Puffing Billy was an early steam locomotive, constructed in 1813-1814 by engineer William Hedley, enginewright Jonathan Forster and blacksmith Timothy Hackworth for Christopher Blackett, the owner of Wylam Colliery near Newcastle upon Tyne. It is the world's oldest surviving steam locomotive.
   It was the first commercial adhesion steam locomotive, employed to haul coal chaldron wagons from the mine at Wylam to the docks at Lemington-on-Tyne in Northumberland. It was one of a number of similar engines built by Hedley, the resident engineer at Wylam Colliery. The engines remained in service for many years and were not retired until as late as 1862.
   Puffing Billy incorporated a number of novel features, patented by Hedley, which were to prove important to the development of locomotives. Piston rods extended upwards to pivoting beams, connected in turn by rods to a crankshaft beneath the frames, from which gears drove and also coupled the wheels allowing better traction.

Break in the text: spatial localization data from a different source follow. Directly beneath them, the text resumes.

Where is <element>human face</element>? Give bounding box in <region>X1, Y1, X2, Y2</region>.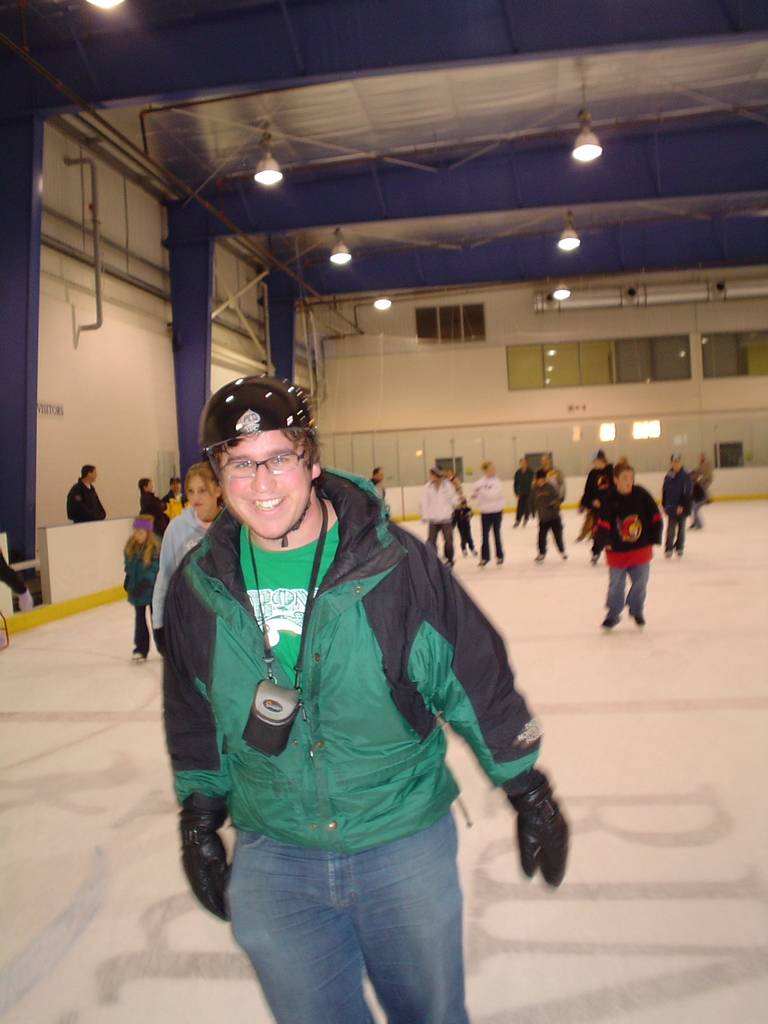
<region>186, 471, 216, 516</region>.
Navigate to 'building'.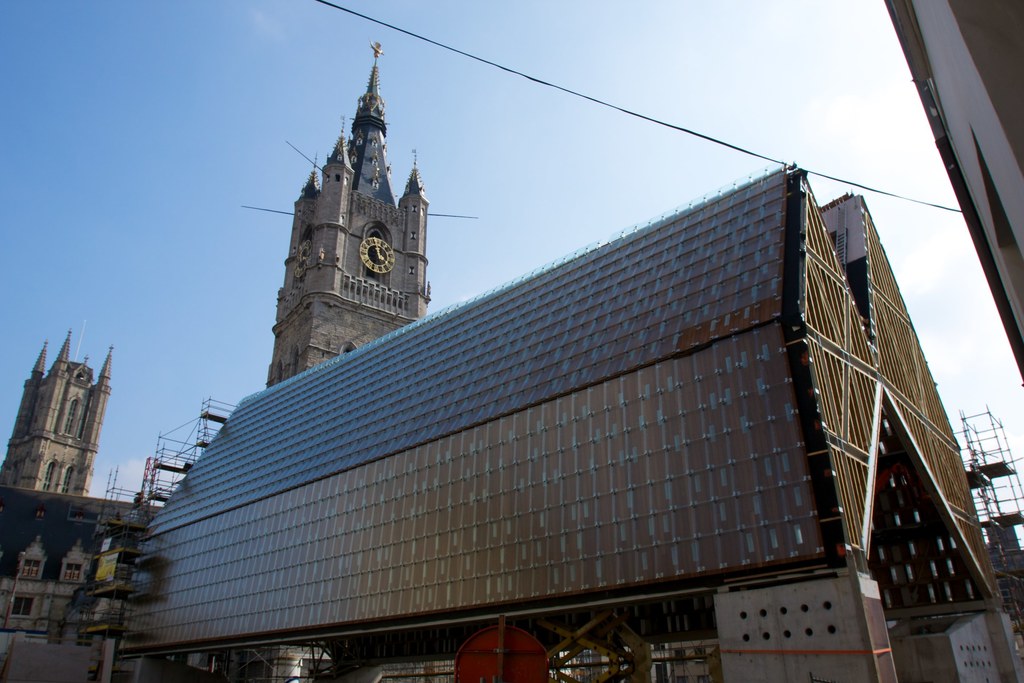
Navigation target: <box>884,0,1023,377</box>.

   The engine had a number of serious technical limitations. Relying on smooth wheels running on a flanged track, its eight-ton weight was too heavy for the rails and crushed them. This problem was alleviated by redesigning the engine with eight wheels so that the weight was spread more evenly. The engine was eventually rebuilt as a four-wheeler when improved edge rails track was introduced around 1830. It wasn't particularly fast, being capable of no more than 3 to 5 mph (5 to 8 km/h).
   In 1862, Edward Blackett, the owner of Wylam Colliery, lent Puffing Billy to the Patent Office Museum in South Kensington, London (later the Science Museum). He later sold it to the museum for £200. It is still on display there.
   Puffing Billy was an important influence on George Stephenson, who lived locally, and its success was a key factor in promoting the use of steam locomotives by other collieries in north-eastern England. It also entered the language as a metaphor for an energetic traveller, so that phrases like "puffing like Billy-o" and "running like Billy-o" became common.
   A replica has been built and was first run in 2006 at Beamish Museum.
   Its sister locomotive, Wylam Dilly, is preserved in the Royal Museum in Edinburgh.